Jonny splits off from his friend, agreeing to meet up later that afternoon. I wander after him as he makes his way into an internet café. Mani and I have been leap-frogging, swapping positions with each other so that neither of us has to shadow him too closely. I'm hanging behind him and watch him take a seat against the wall on the far side. I pay for a half hour and a bottle of water, then sit down at a PC that gives me a half-decent view over his shoulder.

Manikin comes in a minute later and does the same, sitting a couple of rows in front and to the right of him. She brings up some website that's mostly black, and I realize she can watch Jonny without him noticing, because he's reflected on her screen. We both have our earpieces in, so we can talk to each other.

"I can't see his screen," Manikin says. "What's he doing?"

"Checking his emails," I reply softly. "It's not from the account that FX found on his phone though. Can't make out what he's reading – but it looks like numbers ... Hang on ..."

Jonny has a book out on the desk beside him – an old paperback.
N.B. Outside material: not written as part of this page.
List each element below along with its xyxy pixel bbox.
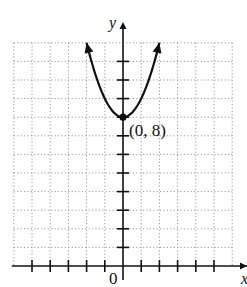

He's glancing repeatedly up at the screen and down at the book, flicking quickly through the pages. I get a glimpse of the title on the cover: Strangled Silence. It's one of those paranoid surveillance state thrillers – became a bit of an underground classic after the WatchWorld system was introduced and those kinds of books were quietly withdrawn from the shelves of libraries, bookshops and even online retailers.

"Mani, he's reading something in code. Whatever it is, he's using the text of the book as a key. And who's he most likely to contact on the sly?"
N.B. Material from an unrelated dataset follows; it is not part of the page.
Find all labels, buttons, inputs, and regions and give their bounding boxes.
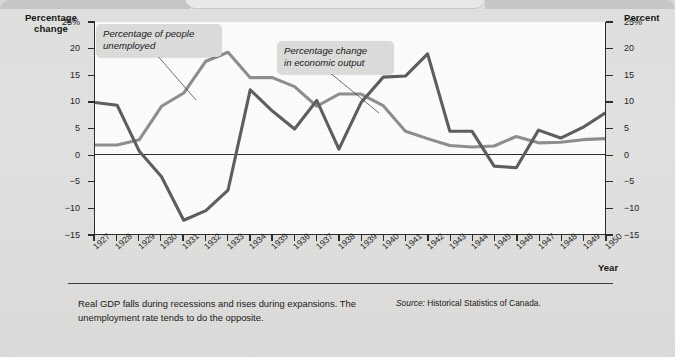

"His dad," Manikin murmurs. "He's talking to his dad."

"That's a blacklisted book," I tell her. "I know a book dealer who can probably get me a copy. If we can get those numbers off the screen, we might be able to find out what they're saying."

It's a pretty secure but easy-to-use system of code, and very old school, but when you have a government that's suspicious of anyone who wants to hold onto their privacy, digitally encrypted emails tend to draw the attention of WatchWorld's hugely powerful computers, which trawl the web searching for criminal and terrorist communications. Old-fashioned codes like this are less likely to raise a red flag.

By using only page numbers, line numbers and a number to indicate which word on the line, you pick out words from the book to compose your message. Jonny's made a mistake by using it in public. The numbers should seem completely random with no pattern to them. Only somebody who knows which book to use, and has a similar printed edition, can decipher the message - ebooks are unreliable because the text reflows.

But now that we know what the book is, we can find each word that each set of numbers in the message refers to. Now all we need are the numbers in the message.